#### The task
Nothing but the lines from the one with "Describe the element" through the last line of the entries below should appear in the copy, please, and no pictures.

**** Recorded information ****

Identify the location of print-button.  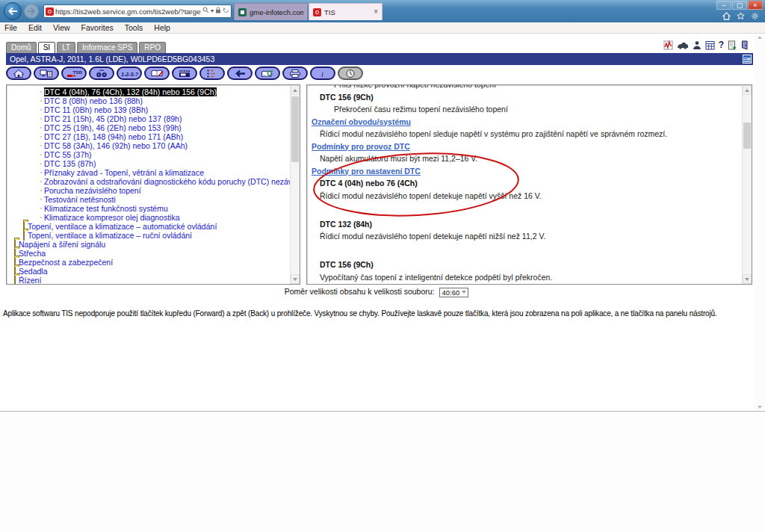
(295, 73).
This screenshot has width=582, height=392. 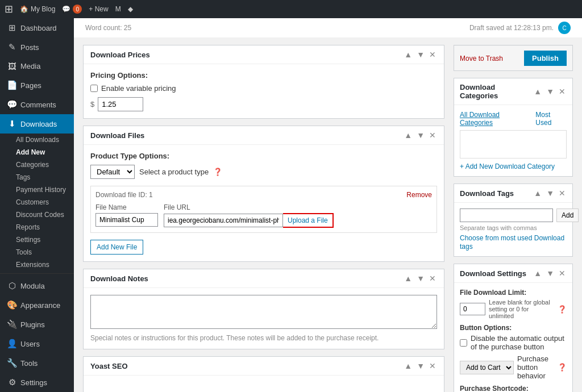 I want to click on post-top-bar: Word count: 25 Draft saved at 12:28:13 p…, so click(x=328, y=28).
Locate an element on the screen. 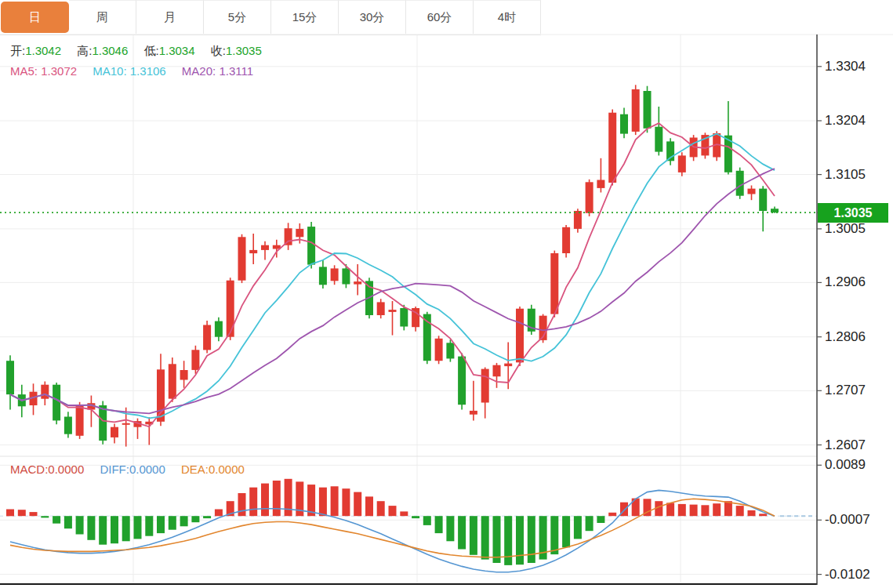  current-price-badge: 1.3035 is located at coordinates (853, 213).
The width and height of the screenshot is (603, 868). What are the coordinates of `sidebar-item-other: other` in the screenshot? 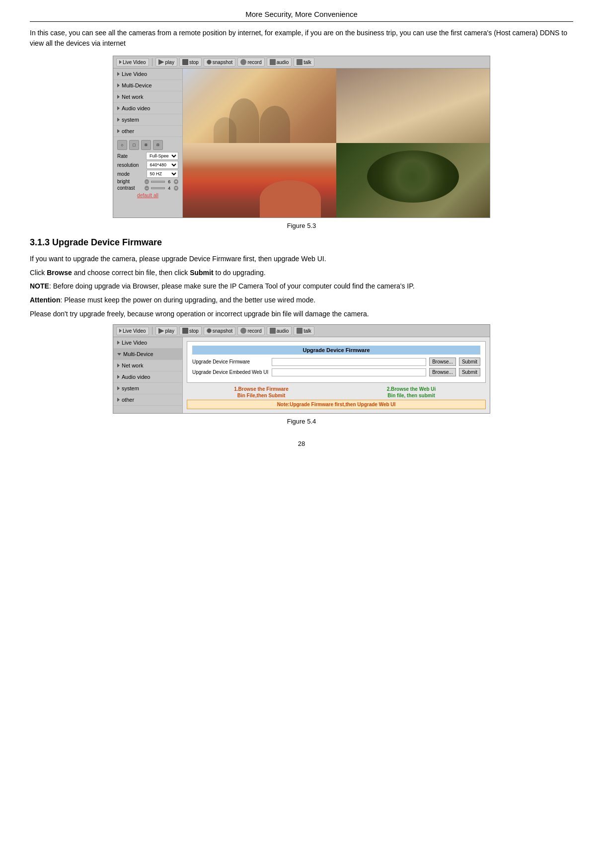 It's located at (148, 131).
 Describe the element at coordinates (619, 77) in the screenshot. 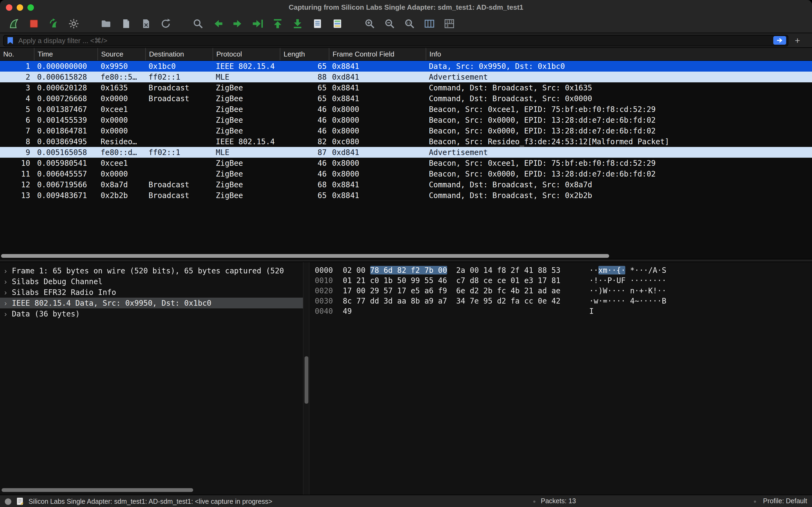

I see `cell-info: Advertisement` at that location.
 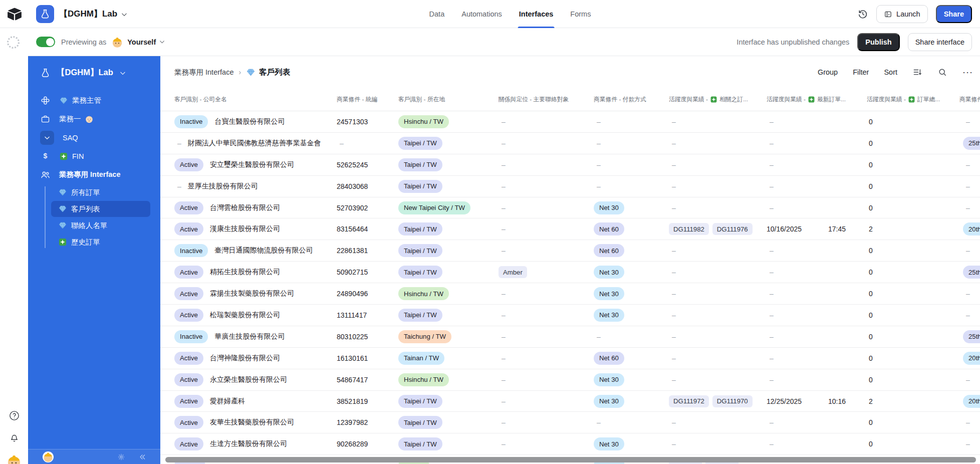 I want to click on notifications-bell-icon, so click(x=14, y=437).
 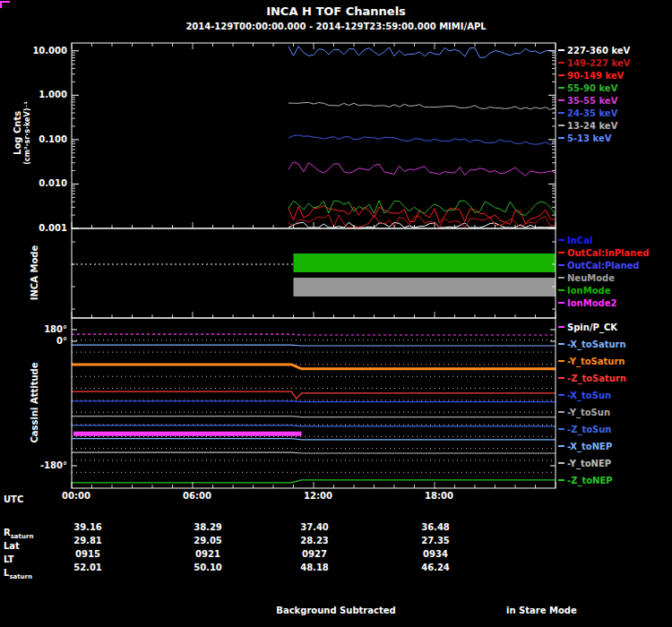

****

#### Solution for this exercise
 Describe the element at coordinates (619, 77) in the screenshot. 

I see `cell-info: Advertisement` at that location.
  I want to click on notifications-bell-icon, so click(x=14, y=437).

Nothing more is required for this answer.